A Late Night Christmas Eve Breakfast

So on Sunday night, December 23rd, the night before Christmas Eve, I felt the urge for a midnight snack.

I foraged through my refrigerator and found eggs and chicken and apple sausages.

Cool! This was gonna be fun. I was going to make a simple meal of scrambled eggs and grilled chicken and apple sausages with ketchup on the side.

I started by cracking an extra large organic brown egg down the middle, then pulling it apart and pouring it into a bowl. I did this with a second egg, and then a third.

Next I used a fork to whip the three eggs in the bowl for about 10 seconds or so. I sprinkled salt and pepper into the egg mixture, then put the whole thing aside on the kitchen table.

I opened up a package of aidell’s all-natural smoked chicken and apple sausage.  The directions on the package said to saute or grill the sausage for 8-10 minutes, rotating every minute or two.

I pulled out my slatted grill pan, poured two tablespoons of olive oil onto it, lifted the pan and let the oil coat it, and then turned the heat on the burner to medium-high.

After about two minutes, I placed two sausages on the grill pan and let the accumulated heat of the pan work its magic.

A few minutes in it started to smell really good. The aroma was meaty, salty, smoky, and sweet.  

I took this opportunity to flip the sausages and let them grill on the other side.

I pulled out a skillet, sprayed it with Pam Original Canola Oil Blend Cooking Spray, and let it heat. After a minute or two I poured the egg mixture into the pan.

So now I had the sausages going on the grill, and I had the eggs going in the skillet, and any way you slice it I was cooking a quality breakfast.

About eight minutes in the sausages looked like they were starting to burn just a little, so I cut one open, tasted it, and determined that they were absolutely great. Kudos to me.

I pulled both sausages off the grill and placed them on a plate.

Then I stirred the eggs around in the saute pan with a spatula, allowing them to heat up and solidify, and while I did this I chopped them up with the spatula.  Two minutes later they were ready.

It was time to eat.

I poured myself a tall glass of Coke Zero with four ice cubes, served myself three eggs and two chicken and apple sausages, and accompanied the plate with a healthy dollop of ketchup.  I love ketchup on eggs, sausages, and just about everything else.

Now I dug in.

Holy Christ! These sausages, dipped in a little ketchup, were absolutely incredible.  My mind was blown. I mean they were a slightly fancier brand than the one I usually buy from my local supermarket, but they were far from gourmet.

Somehow, though, they had hit that sweet spot between mass-produced unhealthy yet tasty crap and artisanal single batch healthy stuff that tastes like crap. They had won the game with this product.

The eggs were good too, and I poured ketchup over them as I ate.

While I enjoyed my late-night breakfast, I read the New York Times app on my Samsung Galaxy S9.

The news was bad, worse, and awful. Jim Mattis had stepped down, and then been fired, as Secretary of Defense by our teenager-in-chief, Donald Trump.

The economy was, finally, starting to show signs of weakness.  The planet and the environment were in major distress, accelerated by the Trump Administration’s vast and rapid rollback of environmental regulations.

It was enough to make you want to scream!

But what gave me comfort, and what took my mind off these dark days in Trumplandia, is that I had cooked a meal, a humble meal, and it was delicious.  

I had created something out of nothing. I had escaped New York City Seamless and Grubhub takeout hell.

So I felt good.

And sometimes feeling good is all you need.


» WORK TASK: Copy every record exactly, leaving the pictures out.

· · ·

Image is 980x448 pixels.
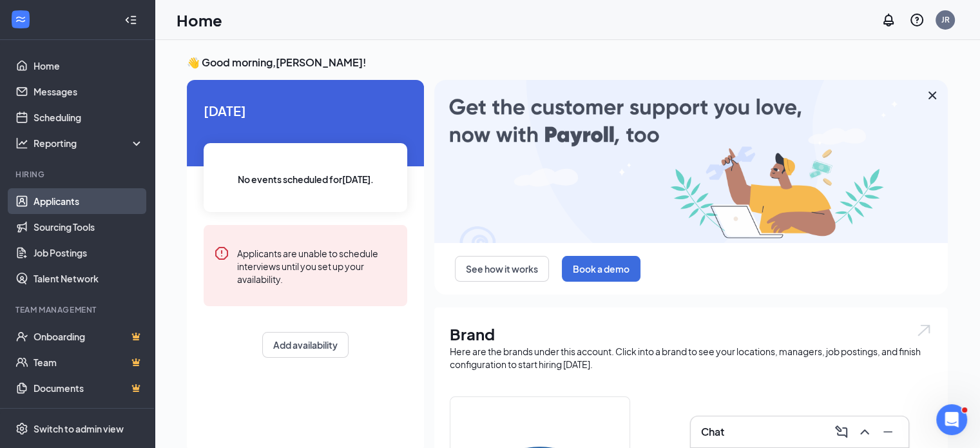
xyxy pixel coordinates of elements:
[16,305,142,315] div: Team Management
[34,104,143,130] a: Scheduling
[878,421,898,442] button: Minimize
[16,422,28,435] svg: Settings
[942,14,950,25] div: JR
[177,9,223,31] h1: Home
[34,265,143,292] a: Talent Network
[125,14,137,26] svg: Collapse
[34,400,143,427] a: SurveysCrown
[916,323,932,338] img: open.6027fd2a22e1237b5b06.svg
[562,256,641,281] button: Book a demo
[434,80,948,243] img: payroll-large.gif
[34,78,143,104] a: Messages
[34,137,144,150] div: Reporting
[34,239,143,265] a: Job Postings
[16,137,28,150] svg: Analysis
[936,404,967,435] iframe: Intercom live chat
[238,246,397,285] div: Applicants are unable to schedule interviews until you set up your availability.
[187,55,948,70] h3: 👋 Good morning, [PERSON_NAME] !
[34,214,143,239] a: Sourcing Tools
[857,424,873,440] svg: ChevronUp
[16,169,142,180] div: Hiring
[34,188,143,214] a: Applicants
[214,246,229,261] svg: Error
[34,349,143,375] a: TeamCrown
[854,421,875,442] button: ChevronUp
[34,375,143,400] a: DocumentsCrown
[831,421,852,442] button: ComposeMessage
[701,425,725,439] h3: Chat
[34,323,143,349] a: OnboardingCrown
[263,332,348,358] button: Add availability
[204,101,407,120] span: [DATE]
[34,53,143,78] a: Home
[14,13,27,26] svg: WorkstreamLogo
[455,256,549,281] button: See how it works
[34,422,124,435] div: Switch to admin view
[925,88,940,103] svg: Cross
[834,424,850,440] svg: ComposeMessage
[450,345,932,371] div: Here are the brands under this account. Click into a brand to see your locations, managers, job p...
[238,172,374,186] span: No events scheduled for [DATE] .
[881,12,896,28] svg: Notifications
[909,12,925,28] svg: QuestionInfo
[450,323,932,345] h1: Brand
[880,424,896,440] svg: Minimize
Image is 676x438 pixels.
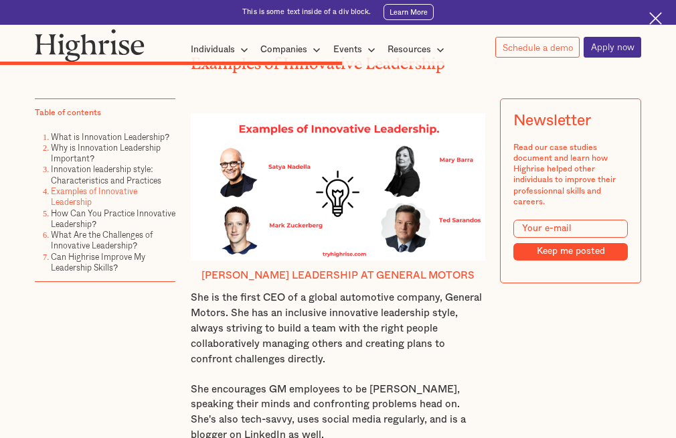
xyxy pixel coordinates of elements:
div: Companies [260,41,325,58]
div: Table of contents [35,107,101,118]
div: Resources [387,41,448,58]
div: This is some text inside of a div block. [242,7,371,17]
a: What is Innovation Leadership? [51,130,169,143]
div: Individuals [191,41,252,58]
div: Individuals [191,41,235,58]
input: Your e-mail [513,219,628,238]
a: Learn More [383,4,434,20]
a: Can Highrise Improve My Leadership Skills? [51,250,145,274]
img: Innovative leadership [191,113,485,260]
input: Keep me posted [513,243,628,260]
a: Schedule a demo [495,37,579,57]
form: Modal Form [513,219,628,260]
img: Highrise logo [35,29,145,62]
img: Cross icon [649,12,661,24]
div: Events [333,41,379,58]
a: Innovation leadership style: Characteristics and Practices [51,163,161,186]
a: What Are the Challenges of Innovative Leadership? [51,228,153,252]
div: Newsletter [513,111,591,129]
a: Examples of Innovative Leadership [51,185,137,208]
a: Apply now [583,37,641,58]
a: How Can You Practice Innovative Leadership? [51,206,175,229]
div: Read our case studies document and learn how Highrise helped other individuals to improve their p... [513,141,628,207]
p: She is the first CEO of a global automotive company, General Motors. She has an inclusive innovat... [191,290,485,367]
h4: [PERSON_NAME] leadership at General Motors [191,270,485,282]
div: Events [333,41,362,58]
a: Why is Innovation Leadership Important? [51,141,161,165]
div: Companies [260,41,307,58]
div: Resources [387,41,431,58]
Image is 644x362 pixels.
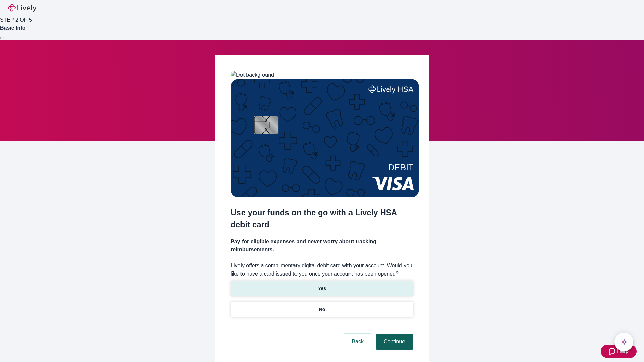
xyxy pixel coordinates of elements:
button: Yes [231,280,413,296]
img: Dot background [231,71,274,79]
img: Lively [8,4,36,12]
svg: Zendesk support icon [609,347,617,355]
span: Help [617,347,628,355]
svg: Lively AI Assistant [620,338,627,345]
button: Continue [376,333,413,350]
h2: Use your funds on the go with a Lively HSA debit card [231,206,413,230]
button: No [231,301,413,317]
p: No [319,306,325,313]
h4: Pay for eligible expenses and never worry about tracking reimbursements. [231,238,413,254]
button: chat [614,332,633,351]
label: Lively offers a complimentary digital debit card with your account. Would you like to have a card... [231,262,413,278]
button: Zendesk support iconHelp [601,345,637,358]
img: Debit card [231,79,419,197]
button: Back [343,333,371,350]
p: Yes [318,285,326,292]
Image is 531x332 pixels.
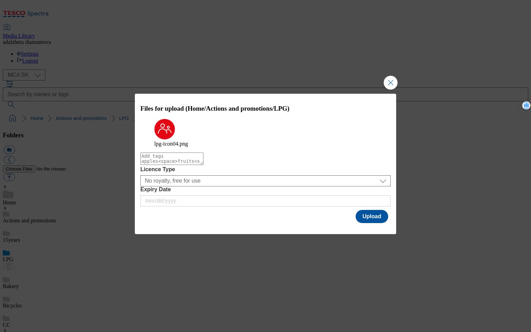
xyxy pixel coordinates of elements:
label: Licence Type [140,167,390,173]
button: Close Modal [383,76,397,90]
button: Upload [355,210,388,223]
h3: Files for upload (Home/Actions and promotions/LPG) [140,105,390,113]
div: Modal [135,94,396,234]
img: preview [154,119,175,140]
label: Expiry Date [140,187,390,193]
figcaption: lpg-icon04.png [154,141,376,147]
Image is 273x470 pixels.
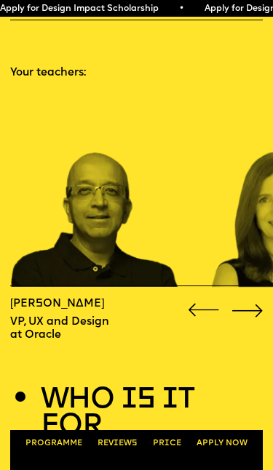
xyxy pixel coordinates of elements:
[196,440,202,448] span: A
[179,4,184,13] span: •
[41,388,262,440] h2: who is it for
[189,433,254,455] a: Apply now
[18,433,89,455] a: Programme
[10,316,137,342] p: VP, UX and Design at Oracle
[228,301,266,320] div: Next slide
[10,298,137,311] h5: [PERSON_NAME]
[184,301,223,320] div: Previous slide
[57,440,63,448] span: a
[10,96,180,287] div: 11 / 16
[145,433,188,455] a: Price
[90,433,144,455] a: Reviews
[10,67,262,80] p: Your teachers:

· · ·

» SOLUTION:
Image is 980x448 pixels.
xyxy pixel coordinates of elements:
[16,305,142,315] div: Team Management
[34,104,143,130] a: Scheduling
[878,421,898,442] button: Minimize
[16,422,28,435] svg: Settings
[942,14,950,25] div: JR
[177,9,223,31] h1: Home
[34,265,143,292] a: Talent Network
[125,14,137,26] svg: Collapse
[34,400,143,427] a: SurveysCrown
[916,323,932,338] img: open.6027fd2a22e1237b5b06.svg
[562,256,641,281] button: Book a demo
[434,80,948,243] img: payroll-large.gif
[34,78,143,104] a: Messages
[34,137,144,150] div: Reporting
[34,239,143,265] a: Job Postings
[16,137,28,150] svg: Analysis
[936,404,967,435] iframe: Intercom live chat
[238,246,397,285] div: Applicants are unable to schedule interviews until you set up your availability.
[187,55,948,70] h3: 👋 Good morning, [PERSON_NAME] !
[34,214,143,239] a: Sourcing Tools
[857,424,873,440] svg: ChevronUp
[16,169,142,180] div: Hiring
[34,188,143,214] a: Applicants
[214,246,229,261] svg: Error
[34,349,143,375] a: TeamCrown
[854,421,875,442] button: ChevronUp
[34,375,143,400] a: DocumentsCrown
[831,421,852,442] button: ComposeMessage
[701,425,725,439] h3: Chat
[34,323,143,349] a: OnboardingCrown
[263,332,348,358] button: Add availability
[204,101,407,120] span: [DATE]
[34,53,143,78] a: Home
[14,13,27,26] svg: WorkstreamLogo
[455,256,549,281] button: See how it works
[34,422,124,435] div: Switch to admin view
[925,88,940,103] svg: Cross
[834,424,850,440] svg: ComposeMessage
[450,345,932,371] div: Here are the brands under this account. Click into a brand to see your locations, managers, job p...
[238,172,374,186] span: No events scheduled for [DATE] .
[881,12,896,28] svg: Notifications
[909,12,925,28] svg: QuestionInfo
[450,323,932,345] h1: Brand
[880,424,896,440] svg: Minimize
Image is 676x438 pixels.
xyxy pixel coordinates of elements:
div: Companies [260,41,325,58]
div: Table of contents [35,107,101,118]
div: Resources [387,41,448,58]
div: This is some text inside of a div block. [242,7,371,17]
a: What is Innovation Leadership? [51,130,169,143]
div: Individuals [191,41,252,58]
div: Individuals [191,41,235,58]
input: Your e-mail [513,219,628,238]
a: Learn More [383,4,434,20]
a: Can Highrise Improve My Leadership Skills? [51,250,145,274]
img: Innovative leadership [191,113,485,260]
input: Keep me posted [513,243,628,260]
a: Schedule a demo [495,37,579,57]
form: Modal Form [513,219,628,260]
img: Highrise logo [35,29,145,62]
img: Cross icon [649,12,661,24]
div: Events [333,41,379,58]
a: Innovation leadership style: Characteristics and Practices [51,163,161,186]
a: What Are the Challenges of Innovative Leadership? [51,228,153,252]
div: Newsletter [513,111,591,129]
a: Examples of Innovative Leadership [51,185,137,208]
a: Apply now [583,37,641,58]
a: How Can You Practice Innovative Leadership? [51,206,175,229]
div: Read our case studies document and learn how Highrise helped other individuals to improve their p... [513,141,628,207]
p: She is the first CEO of a global automotive company, General Motors. She has an inclusive innovat... [191,290,485,367]
h4: [PERSON_NAME] leadership at General Motors [191,270,485,282]
div: Events [333,41,362,58]
a: Why is Innovation Leadership Important? [51,141,161,165]
div: Companies [260,41,307,58]
div: Resources [387,41,431,58]
Image is 644x362 pixels.
xyxy pixel coordinates of elements:
button: Yes [231,280,413,296]
img: Dot background [231,71,274,79]
img: Lively [8,4,36,12]
svg: Zendesk support icon [609,347,617,355]
span: Help [617,347,628,355]
svg: Lively AI Assistant [620,338,627,345]
button: Continue [376,333,413,350]
h2: Use your funds on the go with a Lively HSA debit card [231,206,413,230]
button: No [231,301,413,317]
p: No [319,306,325,313]
h4: Pay for eligible expenses and never worry about tracking reimbursements. [231,238,413,254]
button: chat [614,332,633,351]
label: Lively offers a complimentary digital debit card with your account. Would you like to have a card... [231,262,413,278]
button: Zendesk support iconHelp [601,345,637,358]
img: Debit card [231,79,419,197]
button: Back [343,333,371,350]
p: Yes [318,285,326,292]
Image is 531x332 pixels.
xyxy pixel coordinates of elements:
label: Licence Type [140,167,390,173]
button: Close Modal [383,76,397,90]
button: Upload [355,210,388,223]
h3: Files for upload (Home/Actions and promotions/LPG) [140,105,390,113]
div: Modal [135,94,396,234]
img: preview [154,119,175,140]
label: Expiry Date [140,187,390,193]
figcaption: lpg-icon04.png [154,141,376,147]
Image is 273x470 pixels.
xyxy pixel coordinates of elements:
[196,440,202,448] span: A
[179,4,184,13] span: •
[41,388,262,440] h2: who is it for
[189,433,254,455] a: Apply now
[18,433,89,455] a: Programme
[10,316,137,342] p: VP, UX and Design at Oracle
[228,301,266,320] div: Next slide
[10,298,137,311] h5: [PERSON_NAME]
[184,301,223,320] div: Previous slide
[57,440,63,448] span: a
[10,96,180,287] div: 11 / 16
[145,433,188,455] a: Price
[90,433,144,455] a: Reviews
[10,67,262,80] p: Your teachers:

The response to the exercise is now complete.